Close Encounters

by Nancy Green

Now I get it.  Or at least I think I do.

Up until now, I realize that I have been swimming in the shallow end of close embrace.  Testing the water.  Dancing around it.  Close, but no cigar.

There is so much reverence about the abrazo—the embrace.   It has taken me a full year to discover that perhaps the Argentine tango may be only about the embrace.  And the steps, which my teacher Dante calls: “A big game of footsie”, are merely a way to facilitate it.  When you’re doing it right.

A couple of weeks ago I went to the milonga (the social dance), at La Nacional.

La Nacional is a tapas bar at street level and upstairs it’s a grand floor-through of a Chelsea brownstone, dedicated to Hispanic American culture.  What began as the Spanish Benevolent Society in the late 1800’s, now feels like a well-used urban grange hall.  And on Thursday nights it’s Argentine tango.  Until 2 am.

Their motto: “Where The Best Dancer’s Meet.”

Well, I’m certainly not one of them and I’m not even sure I should be meeting them.  But there I was, sitting pretty and ready to follow whoever asked me to.

And there he was, Jorge.  Tall, elegant and confident. With an almost boyish grin.  An actual Argentinean as it turned out.  And it would be my first experience dancing with the source.

He looked at me and nodded from across the room.  I looked left, and then right to see whom the cabeceo (the tango invitation to dance) was intended for. What?  Who me?  Really?  And he whispered back, “Yes, you.”

He escorted me to the dance floor, singing along with the music.  I don’t speak Spanish (yet), but I had a pretty good idea that in most of these tango ballads everyone is in the throes of heartbreak and someone often ends up dead.  I asked him to translate and he said: “You really don’t want to know.” I agreed, telling him that I had my own problems.  To which he suggested that we cry on each other’s shoulders.

I suppose that suggestion and a few other romance novel-scented lines, in combination with his cologne (which I resolved to tame next time by applying lavender oil under my nose), should have been the tipoff that he was a practicing Lothario.

But it mattered not.  I was a goner.

I had read in Kapka Kassabova’s book “Twelve Minutes of Love—A Tango Story” that tango is a vertical expression of a horizontal desire.  Without devolving into purple prose, let me just say that after the third tanda (a set of three to five songs–and tango law states that a couple dance only one!), I was expecting a marriage proposal.

Well who could blame me?   The passionate music.  The “love hormone”–oxytocin, coursing through my body, triggered by the intimate contact. The refuge of his embrace.  So, I settled in for the ride and what I can only describe as a transcendent experience.  Afterwards I felt as if I was going to swoon and held onto his arm as he escorted me back to my seat.

Our dances lulled me into a trance state, not unlike the euphoria achieved through sexual union.  When you’re doing it right.  When the separate self is abandoned.  A place I long to be at times.

Truth be told, I am not a huge fan of longing.  It has an insidious way of dragging me out of the present and dropping me square into the past or future.  Into the land of the what-should-have-beens or the what-could-bes.  But ultimately isn’t.

And let’s face it–the present is where it’s happening.   And where the joy is. Or can be.

So how do I manage tango with it’s never-ending desire and tidal pull into wistfulness?

Fortunately (or not), all dances are not like the tandas I shared with Jorge, or else I’d be on the next plane to Buenos Aires.

Some are just plain FUN.  And some are just plain disastrous.  I danced with one lead that will not dance to my level (lower–he lets me know) and insists on executing all kinds of flashy, quick and invasive moves. That dance resulted in my having to super glue my big toenail back together.

On second thought, maybe a dream-like dance or a swoon now and again couldn’t hurt.  Or more likely, wouldn’t hurt.

And so, in the coming months, as winter warms to spring, and hearts race a little faster as we pivot, we shall see.

What happens on the dance floor may not have to stay on the dance floor.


*What to work on*.
All of the data, from the first line to the last, should be reproduced without alteration.

Data records
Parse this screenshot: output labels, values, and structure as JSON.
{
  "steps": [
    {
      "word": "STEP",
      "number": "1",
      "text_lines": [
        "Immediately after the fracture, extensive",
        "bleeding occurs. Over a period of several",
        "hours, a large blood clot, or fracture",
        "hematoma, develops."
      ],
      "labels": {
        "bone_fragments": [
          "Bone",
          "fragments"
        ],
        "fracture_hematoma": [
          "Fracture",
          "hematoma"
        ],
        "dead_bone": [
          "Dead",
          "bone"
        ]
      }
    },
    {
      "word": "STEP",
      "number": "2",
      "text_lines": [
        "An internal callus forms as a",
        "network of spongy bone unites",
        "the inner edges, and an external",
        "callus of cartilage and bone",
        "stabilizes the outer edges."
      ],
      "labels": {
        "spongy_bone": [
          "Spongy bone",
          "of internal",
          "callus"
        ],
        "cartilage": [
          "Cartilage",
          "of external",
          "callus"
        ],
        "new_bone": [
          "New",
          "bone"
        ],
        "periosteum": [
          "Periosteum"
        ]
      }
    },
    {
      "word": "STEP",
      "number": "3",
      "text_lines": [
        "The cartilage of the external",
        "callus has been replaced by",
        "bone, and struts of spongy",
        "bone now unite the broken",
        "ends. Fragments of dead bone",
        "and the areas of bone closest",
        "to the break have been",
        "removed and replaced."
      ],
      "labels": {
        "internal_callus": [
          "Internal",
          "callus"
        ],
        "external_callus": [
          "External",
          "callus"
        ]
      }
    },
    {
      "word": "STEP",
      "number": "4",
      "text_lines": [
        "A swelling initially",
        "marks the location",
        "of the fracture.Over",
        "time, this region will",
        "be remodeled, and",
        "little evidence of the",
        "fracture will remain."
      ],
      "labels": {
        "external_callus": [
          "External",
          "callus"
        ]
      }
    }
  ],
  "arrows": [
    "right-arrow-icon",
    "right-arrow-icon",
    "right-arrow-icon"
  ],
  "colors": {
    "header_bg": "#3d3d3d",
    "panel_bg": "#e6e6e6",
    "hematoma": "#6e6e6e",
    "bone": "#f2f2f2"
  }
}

*Answer below*.
Parse this screenshot: output labels, values, and structure as JSON.
{
  "steps": [
    {
      "word": "STEP",
      "number": "1",
      "text_lines": [
        "Immediately after the fracture, extensive",
        "bleeding occurs. Over a period of several",
        "hours, a large blood clot, or fracture",
        "hematoma, develops."
      ],
      "labels": {
        "bone_fragments": [
          "Bone",
          "fragments"
        ],
        "fracture_hematoma": [
          "Fracture",
          "hematoma"
        ],
        "dead_bone": [
          "Dead",
          "bone"
        ]
      }
    },
    {
      "word": "STEP",
      "number": "2",
      "text_lines": [
        "An internal callus forms as a",
        "network of spongy bone unites",
        "the inner edges, and an external",
        "callus of cartilage and bone",
        "stabilizes the outer edges."
      ],
      "labels": {
        "spongy_bone": [
          "Spongy bone",
          "of internal",
          "callus"
        ],
        "cartilage": [
          "Cartilage",
          "of external",
          "callus"
        ],
        "new_bone": [
          "New",
          "bone"
        ],
        "periosteum": [
          "Periosteum"
        ]
      }
    },
    {
      "word": "STEP",
      "number": "3",
      "text_lines": [
        "The cartilage of the external",
        "callus has been replaced by",
        "bone, and struts of spongy",
        "bone now unite the broken",
        "ends. Fragments of dead bone",
        "and the areas of bone closest",
        "to the break have been",
        "removed and replaced."
      ],
      "labels": {
        "internal_callus": [
          "Internal",
          "callus"
        ],
        "external_callus": [
          "External",
          "callus"
        ]
      }
    },
    {
      "word": "STEP",
      "number": "4",
      "text_lines": [
        "A swelling initially",
        "marks the location",
        "of the fracture.Over",
        "time, this region will",
        "be remodeled, and",
        "little evidence of the",
        "fracture will remain."
      ],
      "labels": {
        "external_callus": [
          "External",
          "callus"
        ]
      }
    }
  ],
  "arrows": [
    "right-arrow-icon",
    "right-arrow-icon",
    "right-arrow-icon"
  ],
  "colors": {
    "header_bg": "#3d3d3d",
    "panel_bg": "#e6e6e6",
    "hematoma": "#6e6e6e",
    "bone": "#f2f2f2"
  }
}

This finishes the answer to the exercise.